Logo Questions Linux Laravel Mysql Ubuntu Git Menu
 

Can Credit Card Numbers contain leading zeros? [closed]

Often I have stored credit card numbers in varchar(16). That works, but it takes 17 bytes per number.

Storage is not that big a deal, but I like to be efficient, for both storage requirement, and table search time.

If I could use decimal(16) unsigned, I could cut the storage requirement to 7 or 8 bytes, and still preserve readability as well as much of the compatibility.

This would strip leading zeros. Can I depend on all credit card numbers starting with a non-zero number?

like image 262
700 Software Avatar asked Aug 23 '11 17:08

700 Software


2 Answers

Credit card numbers (like phone numbers and postal codes) are not numeric and should never be stored in a numeric datatype. They are inherently string data. Numbers that are not intended to be used in mathematical calculations (except autoassigned integers that are used as ids) are string data, they will be used as string data, they will be queried as string data.

like image 180
HLGEM Avatar answered Sep 21 '22 05:09

HLGEM


According to Wikipedia, the first digit can indeed be 0:

The first digit of a credit card number is the Major Industry Identifier (MII), which represents the category of entity which issued the credit card. Different MII digits represent the following issuer categories:

  • 0 – ISO/TC 68 and other future industry assignments
  • etc.

So no, I don't think you'd want to use storage that omits leading zeros.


# Exercise details
Reproduce each record exactly. The pictures should be skipped.
[Given data]
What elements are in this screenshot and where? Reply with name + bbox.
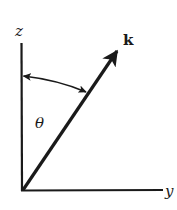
k-vector-label: k: [123, 31, 134, 49]
diagram-canvas: z y k θ: [0, 0, 177, 210]
angle-arc: [24, 76, 87, 92]
y-axis-label: y: [164, 182, 174, 200]
y-axis: [21, 190, 163, 191]
z-axis-label: z: [14, 22, 23, 40]
z-axis: [22, 43, 23, 191]
theta-angle-label: θ: [35, 114, 44, 132]
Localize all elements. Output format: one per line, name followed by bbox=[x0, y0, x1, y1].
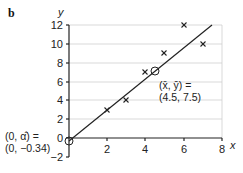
[/Given data]
# Solved exercise
What elements are in this screenshot and where? Reply with name + bbox.
k-vector-label: k: [123, 31, 134, 49]
diagram-canvas: z y k θ: [0, 0, 177, 210]
angle-arc: [24, 76, 87, 92]
y-axis-label: y: [164, 182, 174, 200]
y-axis: [21, 190, 163, 191]
z-axis-label: z: [14, 22, 23, 40]
z-axis: [22, 43, 23, 191]
theta-angle-label: θ: [35, 114, 44, 132]
Localize all elements. Output format: one per line, name followed by bbox=[x0, y0, x1, y1].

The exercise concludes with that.